WASHINGTON – Dozens of civil rights groups are banding together in a new national coalition to fight the spread of hate speech and violence stemming from the campaign of President-elect Donald Trump.
“The president-elect has been stubbornly silent. We, however, will not be silent,” Karen Tumlin, legal director at the National Immigration Law Center, a legal advocacy group in Washington and a member of the Coalition Against Hate, told Miami Herald on Thursday, December 8.
Another member of the coalition, the Southern Poverty Law Center, has recorded more than 900 hate crimes nationwide since Trump’s election.

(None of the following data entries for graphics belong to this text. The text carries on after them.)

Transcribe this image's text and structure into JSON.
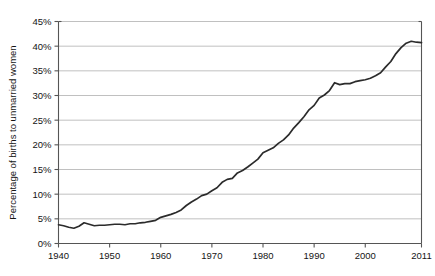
{
  "chart_data": {
    "type": "line",
    "title": "",
    "xlabel": "",
    "ylabel": "Percentage of births to unmarried women",
    "xlim": [
      1940,
      2011
    ],
    "ylim": [
      0,
      45
    ],
    "grid": "horizontal",
    "legend": "none",
    "y_tick_labels": [
      "0%",
      "5%",
      "10%",
      "15%",
      "20%",
      "25%",
      "30%",
      "35%",
      "40%",
      "45%"
    ],
    "y_tick_values": [
      0,
      5,
      10,
      15,
      20,
      25,
      30,
      35,
      40,
      45
    ],
    "x_tick_labels": [
      "1940",
      "1950",
      "1960",
      "1970",
      "1980",
      "1990",
      "2000",
      "2011"
    ],
    "x_tick_values": [
      1940,
      1950,
      1960,
      1970,
      1980,
      1990,
      2000,
      2011
    ],
    "line_color": "#2b2b2b",
    "grid_color": "#b9b9b9",
    "axis_color": "#555555",
    "series": [
      {
        "name": "Percentage of births to unmarried women",
        "x": [
          1940,
          1941,
          1942,
          1943,
          1944,
          1945,
          1946,
          1947,
          1948,
          1949,
          1950,
          1951,
          1952,
          1953,
          1954,
          1955,
          1956,
          1957,
          1958,
          1959,
          1960,
          1961,
          1962,
          1963,
          1964,
          1965,
          1966,
          1967,
          1968,
          1969,
          1970,
          1971,
          1972,
          1973,
          1974,
          1975,
          1976,
          1977,
          1978,
          1979,
          1980,
          1981,
          1982,
          1983,
          1984,
          1985,
          1986,
          1987,
          1988,
          1989,
          1990,
          1991,
          1992,
          1993,
          1994,
          1995,
          1996,
          1997,
          1998,
          1999,
          2000,
          2001,
          2002,
          2003,
          2004,
          2005,
          2006,
          2007,
          2008,
          2009,
          2010,
          2011
        ],
        "y": [
          3.8,
          3.6,
          3.3,
          3.1,
          3.5,
          4.2,
          3.9,
          3.6,
          3.7,
          3.7,
          3.8,
          3.9,
          3.9,
          3.8,
          4.0,
          4.0,
          4.2,
          4.3,
          4.5,
          4.7,
          5.3,
          5.6,
          5.9,
          6.3,
          6.8,
          7.7,
          8.4,
          9.0,
          9.7,
          10.0,
          10.7,
          11.3,
          12.4,
          13.0,
          13.2,
          14.3,
          14.8,
          15.5,
          16.3,
          17.1,
          18.4,
          18.9,
          19.4,
          20.3,
          21.0,
          22.0,
          23.4,
          24.5,
          25.7,
          27.1,
          28.0,
          29.5,
          30.1,
          31.0,
          32.6,
          32.2,
          32.4,
          32.4,
          32.8,
          33.0,
          33.2,
          33.5,
          34.0,
          34.6,
          35.8,
          36.9,
          38.5,
          39.7,
          40.6,
          41.0,
          40.8,
          40.7
        ]
      }
    ]
  },
  "axes": {
    "y_title": "Percentage of births to unmarried women"
  }
}
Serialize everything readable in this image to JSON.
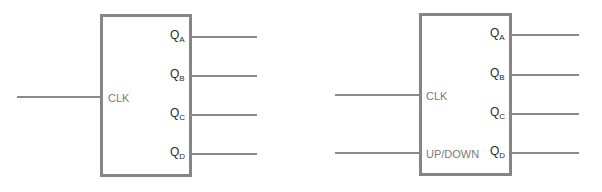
{
  "diagrams": [
    {
      "name": "counter",
      "inputs": [
        {
          "label": "CLK"
        }
      ],
      "outputs": [
        {
          "label": "Q",
          "subscript": "A"
        },
        {
          "label": "Q",
          "subscript": "B"
        },
        {
          "label": "Q",
          "subscript": "C"
        },
        {
          "label": "Q",
          "subscript": "D"
        }
      ]
    },
    {
      "name": "up-down-counter",
      "inputs": [
        {
          "label": "CLK"
        },
        {
          "label": "UP/DOWN"
        }
      ],
      "outputs": [
        {
          "label": "Q",
          "subscript": "A"
        },
        {
          "label": "Q",
          "subscript": "B"
        },
        {
          "label": "Q",
          "subscript": "C"
        },
        {
          "label": "Q",
          "subscript": "D"
        }
      ]
    }
  ],
  "colors": {
    "box_border": "#858585",
    "wire": "#8a8a8a",
    "input_text": "#7a7a7a",
    "output_text": "#2a2a2a"
  }
}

The vast majority are aimed at racial and religious minorities, while “a small number of these incidents” targeted Trump supporters, said Heidi Beirich, director of the SPLC’s extremism-tracking program.

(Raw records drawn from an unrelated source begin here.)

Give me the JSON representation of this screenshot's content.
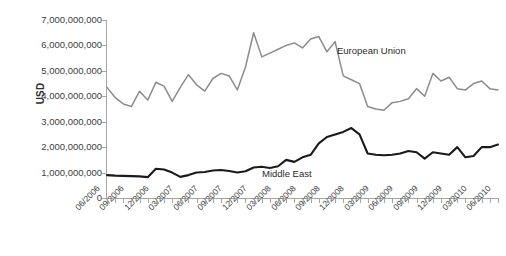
{
  "chart_data": {
    "type": "line",
    "title": "",
    "xlabel": "",
    "ylabel": "USD",
    "ylim": [
      0,
      7000000000
    ],
    "ytick_labels": [
      "7,000,000,000",
      "6,000,000,000",
      "5,000,000,000",
      "4,000,000,000",
      "3,000,000,000",
      "2,000,000,000",
      "1,000,000,000",
      "0"
    ],
    "ytick_values": [
      7000000000,
      6000000000,
      5000000000,
      4000000000,
      3000000000,
      2000000000,
      1000000000,
      0
    ],
    "grid": false,
    "legend_position": "inline-annotation",
    "x": [
      "06/2006",
      "07/2006",
      "08/2006",
      "09/2006",
      "10/2006",
      "11/2006",
      "12/2006",
      "01/2007",
      "02/2007",
      "03/2007",
      "04/2007",
      "05/2007",
      "06/2007",
      "07/2007",
      "08/2007",
      "09/2007",
      "10/2007",
      "11/2007",
      "12/2007",
      "01/2008",
      "02/2008",
      "03/2008",
      "04/2008",
      "05/2008",
      "06/2008",
      "07/2008",
      "08/2008",
      "09/2008",
      "10/2008",
      "11/2008",
      "12/2008",
      "01/2009",
      "02/2009",
      "03/2009",
      "04/2009",
      "05/2009",
      "06/2009",
      "07/2009",
      "08/2009",
      "09/2009",
      "10/2009",
      "11/2009",
      "12/2009",
      "01/2010",
      "02/2010",
      "03/2010",
      "04/2010",
      "05/2010",
      "06/2010"
    ],
    "xtick_labels": [
      "06/2006",
      "09/2006",
      "12/2006",
      "03/2007",
      "06/2007",
      "09/2007",
      "12/2007",
      "03/2008",
      "06/2008",
      "09/2008",
      "12/2008",
      "03/2009",
      "06/2009",
      "09/2009",
      "12/2009",
      "03/2010",
      "06/2010"
    ],
    "xtick_indices": [
      0,
      3,
      6,
      9,
      12,
      15,
      18,
      21,
      24,
      27,
      30,
      33,
      36,
      39,
      42,
      45,
      48
    ],
    "series": [
      {
        "name": "European Union",
        "color": "#8c8c8c",
        "values": [
          4350000000,
          3950000000,
          3700000000,
          3600000000,
          4200000000,
          3850000000,
          4550000000,
          4400000000,
          3800000000,
          4350000000,
          4850000000,
          4450000000,
          4200000000,
          4700000000,
          4900000000,
          4800000000,
          4250000000,
          5150000000,
          6500000000,
          5550000000,
          5700000000,
          5850000000,
          6000000000,
          6100000000,
          5900000000,
          6250000000,
          6350000000,
          5750000000,
          6150000000,
          4800000000,
          4650000000,
          4500000000,
          3600000000,
          3500000000,
          3450000000,
          3750000000,
          3800000000,
          3900000000,
          4300000000,
          4000000000,
          4900000000,
          4600000000,
          4750000000,
          4300000000,
          4250000000,
          4500000000,
          4600000000,
          4300000000,
          4250000000
        ]
      },
      {
        "name": "Middle East",
        "color": "#1a1a1a",
        "values": [
          900000000,
          880000000,
          870000000,
          860000000,
          850000000,
          820000000,
          1150000000,
          1120000000,
          1000000000,
          830000000,
          900000000,
          1000000000,
          1020000000,
          1080000000,
          1100000000,
          1060000000,
          1000000000,
          1050000000,
          1200000000,
          1230000000,
          1180000000,
          1250000000,
          1500000000,
          1420000000,
          1600000000,
          1700000000,
          2150000000,
          2400000000,
          2500000000,
          2600000000,
          2750000000,
          2500000000,
          1750000000,
          1700000000,
          1680000000,
          1700000000,
          1750000000,
          1850000000,
          1800000000,
          1550000000,
          1800000000,
          1750000000,
          1700000000,
          2000000000,
          1600000000,
          1650000000,
          2000000000,
          2000000000,
          2100000000
        ]
      }
    ]
  },
  "annotations": {
    "eu_label": "European Union",
    "me_label": "Middle East"
  }
}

The new Coalition Against Hate was planned to serve as a central organizing power to protect the rights of vulnerable communities at a time when Trump’s choices for top posts have left many advocates worried that bigotry, xenophobia and conspiracy theories will be tolerated, if not embraced.
The organizers criticized Trump for failing to condemn supporters who espouse such ideologies and said the goal was to work together to prevent hate and bias from becoming “the new normal.”
Beirich said she was shocked when she went to work the Wednesday after the election to find her office inundated with reports from witnesses to or victims of hate incidents.
“It seems like every form of hatred that exists has expressed itself in the days since this election,” Beirich said.
“No corner of the country has been spared. This has happened everywhere.”
Activists warned that Trump is still willing to court polarizing voices as Sen. Jeff Sessions of Alabama, former Breitbart news executive Steve Bannon, conservative pundit Laura Ingraham, and Kansas Secretary of State Kris Kobach, among others.
Those names point to “a Trump administration filled with well-known Islamophobes, anti-Semites, white supremacists and bigots,” said Hussam Ayloush, executive director of the Los Angeles branch of the Council on American-Islamic Relations, which has joined the coalition.
Alex Nogales, president of the California.-based National Hispanic Media Coalition, said he expects the coalition would engage directly with the Trump camp at some point, but suggested he didn’t think it would do much good.
“He had his top lawyer call me to tell me that, unless we stop saying what we were saying, he was going to sue us,” Nogales said.